Her face crashes. She hasn't dealt with a single transfusion or lumbar puncture. She wasn't allowed near me for the bone-marrow transplant, but she could have been there for any number of diagnoses, and wasn't. Even her promises to visit more often have faded away with Christmas. It's her turn to taste some reality.
Jenny DownhamNurses never tell you what they know. They're hired for their cheeriness and the thickness of their hair. They need to look alive and healthy, to give the patients something to aim for.
Jenny Downhama little bird moves a mountain of sand one grain at a time it picks up one grain every million years and when the mountain has been moved the bird puts it all back again and that's how long eternity is and that's a very long time to be dead
Jenny DownhamI want to die in my own way. It's my illness, my death, my choice. This is what saying yes means.
Jenny DownhamWas this love? Because it hurt. It was like a bit of glass stuck somewhere important--his heart or his head, and it was throbbing.
Jenny DownhamI didn't understand that when you make love, you actually do MAKE love. Stir things. Affect each other. The breath that escapes from me is dazzled. He breathes it in with a gasp.
Jenny DownhamThat slow smile again. I love that smile! DId I think he was ugly just now? No, his face is transformed.
Jenny DownhamThree points for the dead slowly prising open the lids of their coffins. They want to hunt the living. They can't stop. Their throats have turned to liquid and their fingers glint under the weak autumn sun.
Jenny DownhamThere's a gang of boys on bikes blocking the road ahead. They've got their hoods up, cigarettes shielded. The sky's a really strange colour and there's hardly anyone else about. I slow right down. "What shall I do?" "Reverse," Zoey says. "They're not going to move." I wind down the window. "Oi!" I yell "Move your arses!" They turn languid, shift lazily to the edge of the road and grin as I blow kisses at them. Zoey looks stunned, "What's got into you?" "Nothing- I just haven't learned reversing yet.
Jenny DownhamI love you. It hurts more than anything ever has, but I do. So don't you dare tell me I don't. Don't you ever say it again!
Jenny DownhamWhen I first saw Ellie, I knew it was her-- she was my fantasy. I didn't want it to be true, but every time I met her it was obvious, and the funny thing was that she was better than the fantasy, like I got more stuff than I'd imagined.
Jenny DownhamEvery few years we disappear, Zoey. All our cells are replaced by others. Not a single bit of me is the same as when I was last in this room.
Jenny DownhamThe shops in High Street still have their metal grilles down, blank-eyed and sleeping. My name is scrawled across them all. I'm outside Ajay's newsagent's. I'm on the expensive shutters of the health food store. I'm massive on Handie's furniture shop, King's Chicken Joint and the Barbecue Cafe. I thread the pavement outside the bank and all the way to Mothercare. I've possessed the road and am a glistening circle at the roundabout.
Jenny Downhamwhen I was four I almost fell down the shaft of a tin mine and when I was five the car rolled over on the motorway and when I was seven we went on holiday and the gas ring blew out in the caravan and nobody noticed I've been dying all my life
Jenny DownhamShe'd never in her whole life bunked school, smoked dope, or kissed a boy whose name she didn't know, and yet in the last few days, she'd done all these things.
Jenny DownhamIt's all right, Tessa, you can go. We love you. You can go now.' 'Why are you saying that?' 'She might need permission to die, Cal.' 'I don't want her to. She doesn't have my permission.
Jenny DownhamShe'll understand what I already know - that death surrounds us all. And it tastes like metal between your teeth.
Jenny DownhamI wish I had a boyfriend. I wish he lived in the wardrobe on a coat hanger. Whenever I wanted, I could get him out and he'd look at me the way boys do in films, as if I'm beautiful.
Jenny DownhamIt was strange how words meant something when they came out of your mouth. Inside your head they were safe and silent, but once they were outside, people grabbed hold of them.
Jenny DownhamI want the people I love to get up and speak about me, and even if you cry it'll be OK. I want you to say honest things.
Jenny DownhamDeath straps me to the hospital bed, claws its way onto my chest and sits there.I didn't know it would hurt this much. I didn't know that everything good that's ever happened in my life would be emptied out by it.
Jenny DownhamI've always wanted to be a cat. Warm and domesticated when you want to be, wild when you don't.
Jenny DownhamI lean back on the pillows and look at the corners of the room. When I was a kid, I always wanted to live on the ceiling - it looked so clean and uncluttered, like the top of a cake.
Jenny DownhamIs this how it is for everyone?' she whispered. 'No.' 'How do you know?' 'I just do. I've never felt this with anyone before.' 'Serious?' 'Serious. That isn't a line.' 'Kiss me,' she said. He did. Everywhere.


Work instructions: Return the full listing word for word, but drop every picture from it.

Record set:
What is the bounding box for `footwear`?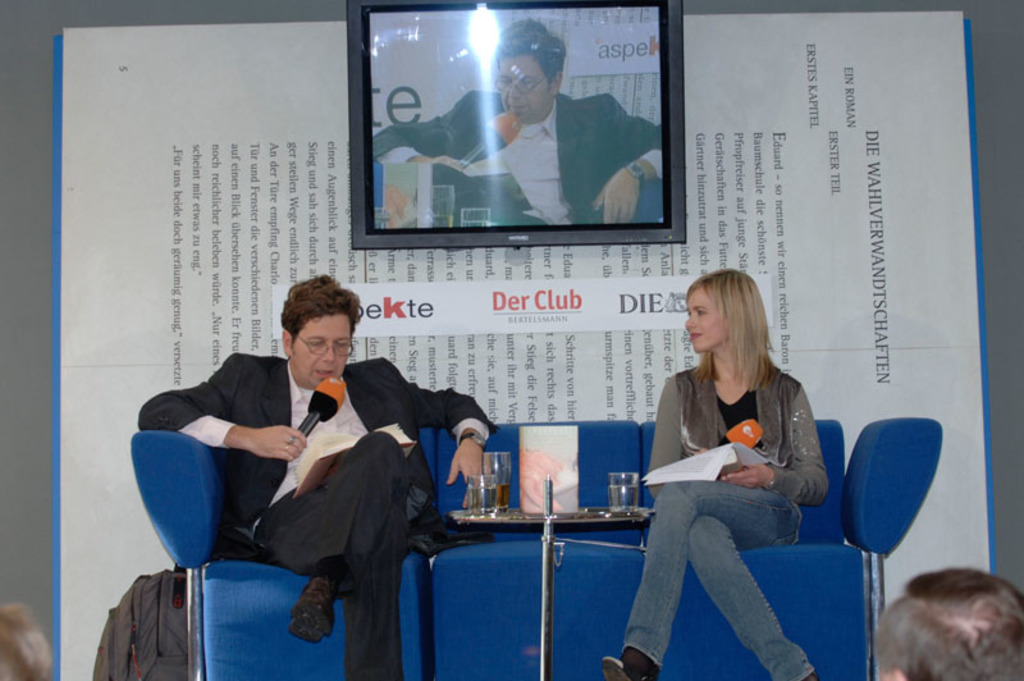
283:573:344:653.
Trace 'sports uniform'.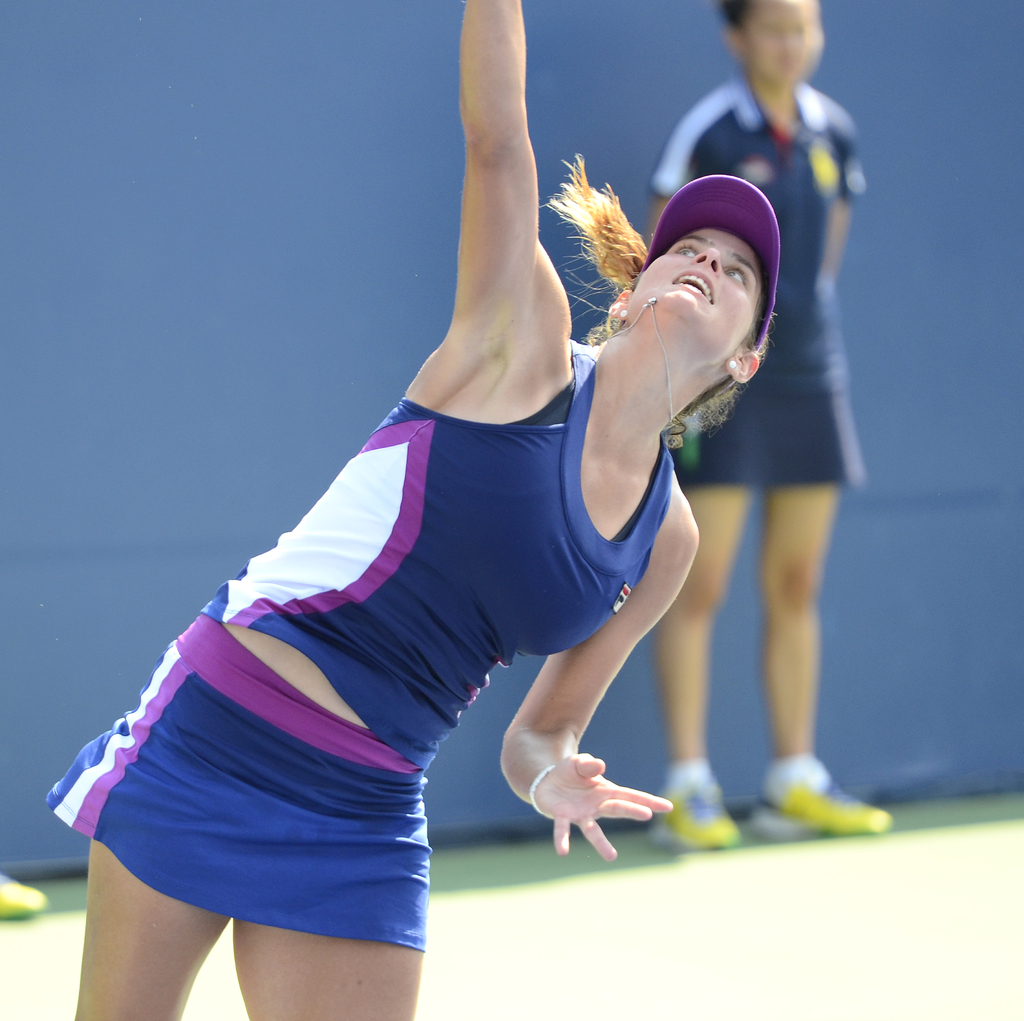
Traced to select_region(649, 74, 895, 849).
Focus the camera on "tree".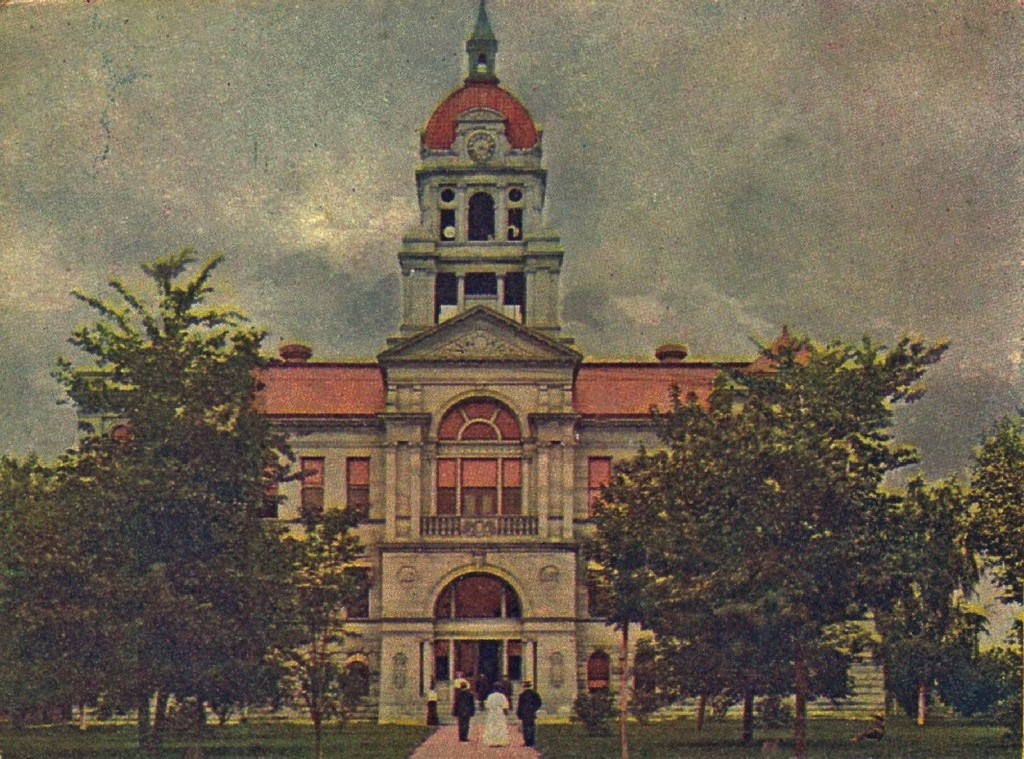
Focus region: <bbox>980, 403, 1023, 624</bbox>.
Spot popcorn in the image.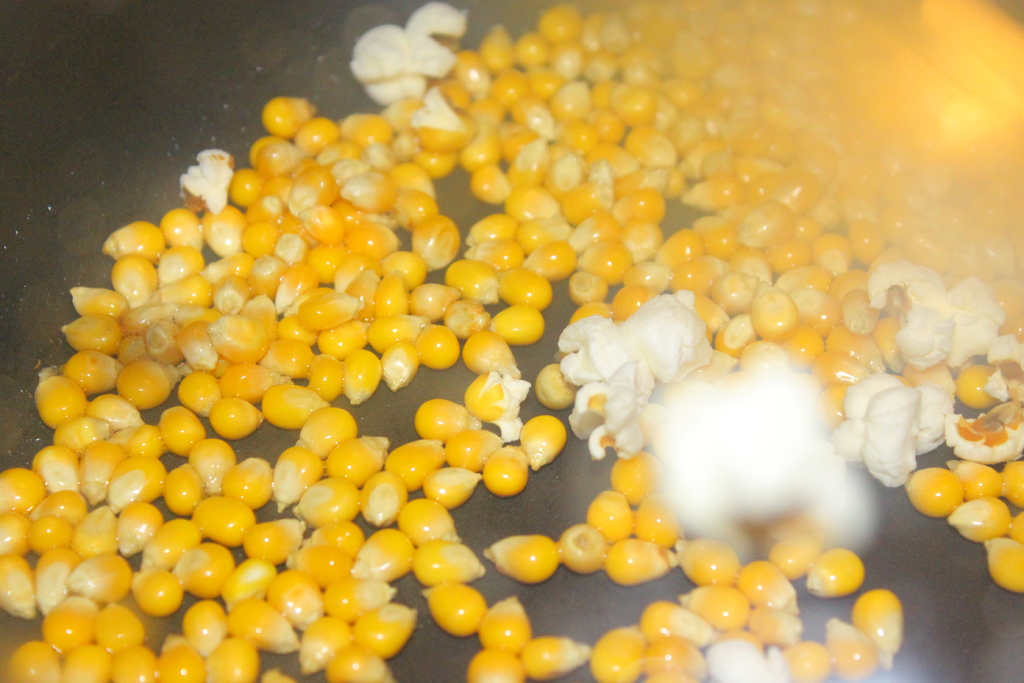
popcorn found at locate(174, 148, 234, 213).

The answer:
What is the bounding box for `footwear`?
283:573:344:653.
Trace 'sports uniform'.
Traced to select_region(649, 74, 895, 849).
Focus the camera on "tree".
Focus region: <bbox>980, 403, 1023, 624</bbox>.
Spot popcorn in the image.
popcorn found at locate(174, 148, 234, 213).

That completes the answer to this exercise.